Cork, Ireland - July 19, 2013: St. Anne's in Shandon and the City of Cork photographed against a beautiful sunset at dusk.

Cork City – Not Coming from Anywhere

A short article about not coming from anywhere

I did not know the old man well. There was the time the proud old republican, irascible and confused, suffered the indignity of having his bow tied by a cocky, posh-ish, young-ish Englishman at his own son’s wedding. But that is all.

And yet there we were, in Cork, when he died. In support, sympathy, as friends of the son, we went to the funeral.

In a corner of the city I do not know, outside a modern, squat chapel, nervous young gardaí, anxious to be seen to honour one of their own, needlessly and nervously directed the traffic.

Inside, a certain heft, a weight amongst the mourners, common to every gathering of policemen I have ever encountered.

The casket was open. The undertaker had done tremendous work. The old man lay in immaculate calm and dignity.

That evening, ever the interloper, I found myself at a private ceremony of remembrance. In a church, in a village by the rush-running Bandon. We sat and listened as those closest spoke with enormous love of the young man who had come south years before, ‘stolen’ a local girl and made his home and life amongst them.

We walked out into the cool of the evening – under the azure, early summer sky and its silver sliver moon.

Days later, after the afters, we met again – the son and his family, we and ours. Amongst giraffes and lemurs, the kids started something new.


Exercise details: Below are some records. Pull every line that contains the word "hypothalamus".

Input data:
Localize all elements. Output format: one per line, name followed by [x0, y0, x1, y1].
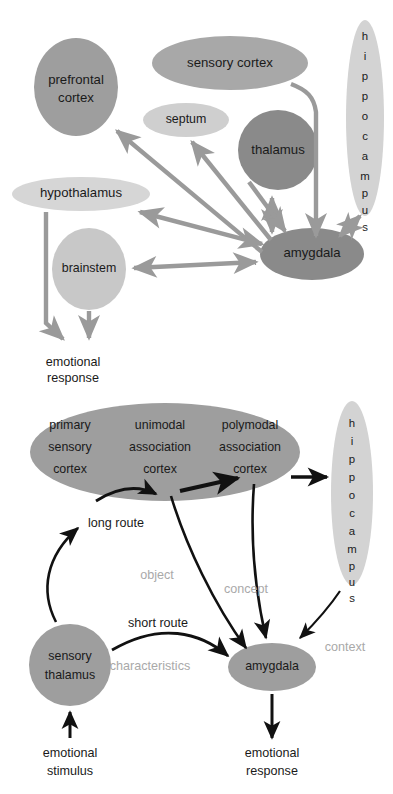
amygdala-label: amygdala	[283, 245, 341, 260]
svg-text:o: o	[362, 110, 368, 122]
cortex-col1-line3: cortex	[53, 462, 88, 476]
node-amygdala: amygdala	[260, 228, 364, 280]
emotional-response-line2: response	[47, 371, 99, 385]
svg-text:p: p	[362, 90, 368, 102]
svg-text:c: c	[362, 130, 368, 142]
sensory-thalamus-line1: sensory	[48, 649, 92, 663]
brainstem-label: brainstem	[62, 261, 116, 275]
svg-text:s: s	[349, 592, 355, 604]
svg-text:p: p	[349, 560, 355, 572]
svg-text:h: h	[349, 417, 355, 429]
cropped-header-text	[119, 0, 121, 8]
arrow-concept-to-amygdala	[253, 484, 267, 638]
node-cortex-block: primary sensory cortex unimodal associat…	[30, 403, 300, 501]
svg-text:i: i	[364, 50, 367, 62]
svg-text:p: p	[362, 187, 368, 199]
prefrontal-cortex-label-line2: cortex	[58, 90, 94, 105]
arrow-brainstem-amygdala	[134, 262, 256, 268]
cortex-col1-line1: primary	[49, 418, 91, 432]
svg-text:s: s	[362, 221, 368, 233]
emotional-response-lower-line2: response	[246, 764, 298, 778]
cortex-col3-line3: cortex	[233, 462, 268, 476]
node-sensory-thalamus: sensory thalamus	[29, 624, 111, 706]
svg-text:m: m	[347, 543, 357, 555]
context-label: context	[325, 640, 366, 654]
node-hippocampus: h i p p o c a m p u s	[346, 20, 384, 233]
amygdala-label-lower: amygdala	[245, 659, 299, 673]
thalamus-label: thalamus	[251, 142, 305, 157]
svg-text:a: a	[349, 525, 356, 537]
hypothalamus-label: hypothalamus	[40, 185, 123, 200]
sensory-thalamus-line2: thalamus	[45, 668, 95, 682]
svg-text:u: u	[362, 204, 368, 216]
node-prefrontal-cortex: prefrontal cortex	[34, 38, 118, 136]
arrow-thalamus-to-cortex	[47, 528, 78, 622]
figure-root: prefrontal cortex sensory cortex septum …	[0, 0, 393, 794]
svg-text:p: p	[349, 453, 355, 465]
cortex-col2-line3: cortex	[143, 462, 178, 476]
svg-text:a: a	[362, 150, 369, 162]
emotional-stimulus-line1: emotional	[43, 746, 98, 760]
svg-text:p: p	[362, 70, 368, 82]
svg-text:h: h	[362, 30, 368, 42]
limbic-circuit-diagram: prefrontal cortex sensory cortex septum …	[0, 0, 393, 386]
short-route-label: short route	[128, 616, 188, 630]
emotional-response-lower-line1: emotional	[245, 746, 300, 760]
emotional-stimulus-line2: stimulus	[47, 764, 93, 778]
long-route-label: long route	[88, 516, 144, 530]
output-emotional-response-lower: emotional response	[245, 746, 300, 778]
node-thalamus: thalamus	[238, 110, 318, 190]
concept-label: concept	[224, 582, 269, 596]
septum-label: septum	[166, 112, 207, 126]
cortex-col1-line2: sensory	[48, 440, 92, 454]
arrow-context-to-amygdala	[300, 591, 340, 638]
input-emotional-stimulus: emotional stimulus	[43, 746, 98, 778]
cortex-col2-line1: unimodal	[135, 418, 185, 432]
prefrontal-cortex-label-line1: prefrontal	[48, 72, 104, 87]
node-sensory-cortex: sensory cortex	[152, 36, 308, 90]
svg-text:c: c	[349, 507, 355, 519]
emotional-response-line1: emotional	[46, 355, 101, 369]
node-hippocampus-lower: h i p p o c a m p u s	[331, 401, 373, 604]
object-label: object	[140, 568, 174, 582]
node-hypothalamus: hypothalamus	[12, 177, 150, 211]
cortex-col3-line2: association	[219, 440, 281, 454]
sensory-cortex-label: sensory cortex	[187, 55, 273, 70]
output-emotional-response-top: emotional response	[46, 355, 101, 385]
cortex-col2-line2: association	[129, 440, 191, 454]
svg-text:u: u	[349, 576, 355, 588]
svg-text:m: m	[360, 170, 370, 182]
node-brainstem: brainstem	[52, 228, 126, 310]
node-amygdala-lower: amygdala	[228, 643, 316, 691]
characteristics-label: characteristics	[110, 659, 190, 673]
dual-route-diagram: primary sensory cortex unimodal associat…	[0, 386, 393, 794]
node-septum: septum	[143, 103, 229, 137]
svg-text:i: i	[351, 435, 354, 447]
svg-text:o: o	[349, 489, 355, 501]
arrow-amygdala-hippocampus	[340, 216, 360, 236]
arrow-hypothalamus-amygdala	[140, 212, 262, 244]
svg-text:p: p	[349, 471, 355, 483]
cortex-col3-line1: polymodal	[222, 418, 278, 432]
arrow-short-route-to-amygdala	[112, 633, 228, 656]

Finished task:
hypothalamus-label: hypothalamus	[40, 185, 123, 200]
node-hypothalamus: hypothalamus	[12, 177, 150, 211]
arrow-hypothalamus-amygdala	[140, 212, 262, 244]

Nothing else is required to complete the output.